Eyewitness accounts of physical violence and intimidation, inspiring personal stories, and interpretations of legal and classical Jewish (halakhic) texts bring to life the historic and ongoing struggle that the Women of the Wall face in their everyday fight for religious and gender equality.
PUBLISHERS WEEKLY
For the past 14 years, a multidenominational group of women has tried to conduct a women's prayer service Torah scrolls, prayer shawls and all at the Western Wall in Jerusalem. Since their first attempt to pray there in 1988, Women of the Wall (WOW) has engaged in a political, legal and religious struggle against the State of Israel that continues today, though the group is hardly anti-Israel or anti-religious. This anthology traces the genesis, history and impact of what is now an international grassroots effort on behalf of Jewish women's religious rights.

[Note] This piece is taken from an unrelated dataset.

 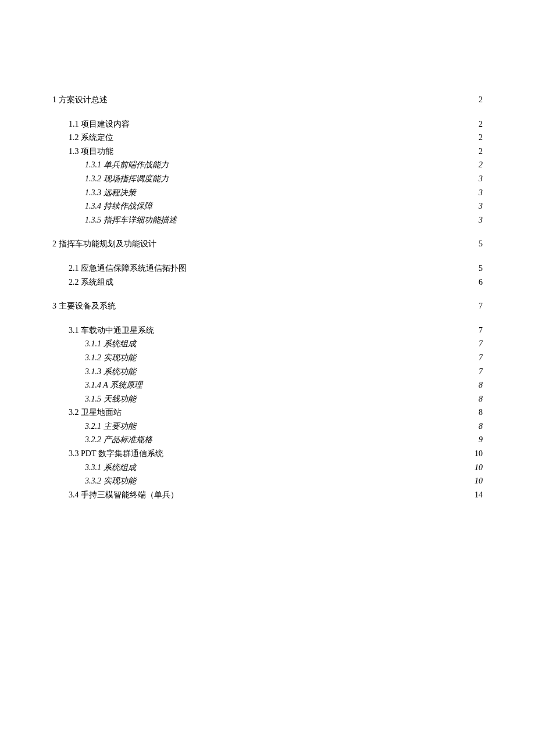 I want to click on toc-entry-label: 1.3.5 指挥车详细功能描述, so click(x=131, y=220).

Haut, an Orthodox Jew, and Chesler, a feminist author and psychologist, present essays from 30 women who recreate the drama of praying together; explore the Jewish legal issues around women wearing and using ritual objects, and express their deep connection to the Wall. The essays reflect the diversity of voices, but the repetition of basic information in almost every piece slows the narrative flow and dilutes the book's power. The first two descriptions of the first prayer service, at which the women were "cursed, threatened, pushed, shoved, spit upon and bitten," injured by heavy metal chairs thrown at them, hospitalized and arrested, are horrifying. By the fourth mention, however, it's almost old hat. Still, the universal themes that erupt in this specific context are worthy of broad reader interest: discrimination, democracy, religious pluralism, anger at the silencing of women, solidarity, sisterhood and the sacredness of place.